The 2014 and 2017 policy changes matter. The 2014 Hagel Memo directed the services to give liberal consideration to upgrade petitions citing PTSD as a mitigating factor in the discharge. The 2017 Kurta Memo extended liberal consideration to claims involving TBI, military sexual trauma, intimate partner violence, and other behavioral-health-related circumstances. Together the guidance significantly increased success rates for petitions that connect the conduct underlying the discharge to a documented or plausible behavioral-health condition that was untreated or unrecognized at the time.

Evidence the boards look for. Service records documenting the circumstances of the discharge, including any prior good service and recognition. Medical evidence connecting the conduct to a behavioral-health condition — current diagnoses count, even when there was no diagnosis at the time of service, as long as the symptom history runs back to the period of service. Statements from the veteran describing the experience. Statements from family members or fellow service members who observed the changes at the time. Post-service records of stability, employment, or rehabilitation. The board reviews the file as a whole and weighs the mitigating evidence against the basis for the discharge.

MST-related upgrades follow the Kurta Memo and often succeed when the discharge was based on misconduct that followed the assault — substance use, AWOL, self-protective behavior, or charges arising from the victim's response to the trauma. The petition does not have to prove the assault. It has to show that the behavioral-health condition was a substantial factor in the conduct that led to discharge. The same evidentiary modifications that apply to MST compensation claims — markers as substitute evidence — apply to discharge upgrade petitions citing MST.

PTSD-related upgrades for combat veterans often succeed when the discharge followed a deployment with documented exposures and the misconduct fits a recognizable pattern of post-deployment behavioral health crisis — substance use, isolation, irritability, fights, AWOL. A current PTSD diagnosis with a clinician's opinion linking symptoms back to the period of service is the technical anchor. The opinion does not have to certify causation with certainty; it has to find the connection plausible by a preponderance.

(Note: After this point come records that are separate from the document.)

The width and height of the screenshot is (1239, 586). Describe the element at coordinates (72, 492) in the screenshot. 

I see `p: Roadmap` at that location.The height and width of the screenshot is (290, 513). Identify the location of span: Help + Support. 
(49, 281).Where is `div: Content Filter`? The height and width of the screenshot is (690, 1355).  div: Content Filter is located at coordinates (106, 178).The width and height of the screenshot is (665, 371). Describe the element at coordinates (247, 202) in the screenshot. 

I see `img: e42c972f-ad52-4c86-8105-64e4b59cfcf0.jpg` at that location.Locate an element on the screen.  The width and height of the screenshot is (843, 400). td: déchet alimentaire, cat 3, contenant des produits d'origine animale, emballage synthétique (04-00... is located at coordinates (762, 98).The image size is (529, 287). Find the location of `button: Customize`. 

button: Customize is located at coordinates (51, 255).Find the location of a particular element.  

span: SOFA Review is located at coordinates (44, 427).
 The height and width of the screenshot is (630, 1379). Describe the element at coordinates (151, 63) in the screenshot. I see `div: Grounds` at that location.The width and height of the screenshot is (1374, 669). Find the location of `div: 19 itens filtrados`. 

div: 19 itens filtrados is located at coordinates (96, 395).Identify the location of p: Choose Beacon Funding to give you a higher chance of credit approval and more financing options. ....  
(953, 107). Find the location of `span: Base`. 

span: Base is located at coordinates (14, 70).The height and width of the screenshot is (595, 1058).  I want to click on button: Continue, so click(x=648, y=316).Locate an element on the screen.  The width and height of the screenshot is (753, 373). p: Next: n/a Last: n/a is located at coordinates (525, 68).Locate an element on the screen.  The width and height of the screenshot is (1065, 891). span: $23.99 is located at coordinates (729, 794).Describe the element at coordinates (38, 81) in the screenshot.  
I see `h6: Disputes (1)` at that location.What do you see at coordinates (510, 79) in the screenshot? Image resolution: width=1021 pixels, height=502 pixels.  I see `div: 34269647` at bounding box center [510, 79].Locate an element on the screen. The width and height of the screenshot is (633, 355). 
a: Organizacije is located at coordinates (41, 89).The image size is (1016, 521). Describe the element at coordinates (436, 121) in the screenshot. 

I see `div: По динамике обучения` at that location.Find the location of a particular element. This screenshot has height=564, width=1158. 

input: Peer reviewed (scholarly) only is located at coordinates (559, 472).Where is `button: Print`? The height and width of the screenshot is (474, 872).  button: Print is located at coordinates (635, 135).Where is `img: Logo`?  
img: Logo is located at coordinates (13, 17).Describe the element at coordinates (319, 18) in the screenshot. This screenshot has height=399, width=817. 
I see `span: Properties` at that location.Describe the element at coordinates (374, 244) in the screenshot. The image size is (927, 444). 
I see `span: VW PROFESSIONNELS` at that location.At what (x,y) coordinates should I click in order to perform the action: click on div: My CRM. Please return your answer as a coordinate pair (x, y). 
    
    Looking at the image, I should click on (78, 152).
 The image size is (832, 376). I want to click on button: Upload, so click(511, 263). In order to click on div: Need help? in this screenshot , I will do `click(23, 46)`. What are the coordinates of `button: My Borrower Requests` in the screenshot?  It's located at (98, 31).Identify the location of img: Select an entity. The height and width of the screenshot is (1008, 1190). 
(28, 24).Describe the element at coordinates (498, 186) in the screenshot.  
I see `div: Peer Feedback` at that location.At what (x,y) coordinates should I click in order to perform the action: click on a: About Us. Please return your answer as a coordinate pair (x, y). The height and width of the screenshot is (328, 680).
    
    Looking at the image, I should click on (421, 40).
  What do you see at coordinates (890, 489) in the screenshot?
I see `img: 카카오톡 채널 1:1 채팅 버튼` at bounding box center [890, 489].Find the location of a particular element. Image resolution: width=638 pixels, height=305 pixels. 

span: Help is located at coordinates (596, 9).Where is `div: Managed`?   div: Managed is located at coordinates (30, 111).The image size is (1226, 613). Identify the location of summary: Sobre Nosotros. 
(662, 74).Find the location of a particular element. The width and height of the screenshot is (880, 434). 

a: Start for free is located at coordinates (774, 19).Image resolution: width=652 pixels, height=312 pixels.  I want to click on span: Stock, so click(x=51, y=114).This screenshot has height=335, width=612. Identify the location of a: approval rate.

Free legal help. Veterans Legal Services Clinics at most law schools represent veterans in upgrade petitions free of charge. The National Veterans Legal Services Program, Swords to Plowshares, and the Veterans Consortium Pro Bono Program all maintain referral networks for upgrade cases. The American Bar Association's pro bono referral page lists state-by-state options. For most veterans the assistance is the difference between a viable petition and a denial. The boards see thousands of cases a year and the petitions that follow the format and develop the evidence properly fare substantially better.

Timeline. DRB cases are typically decided within twelve to eighteen months. BCMR cases take longer, often two years or more, particularly for cases involving older records or court-martial proceedings. While the case is pending, VA health care eligibility under Character of Discharge review may be possible for some conditions — the VA can in some cases provide care for service-connected mental health conditions even while the discharge is still OTH, though this requires a separate VA Character of Discharge determination.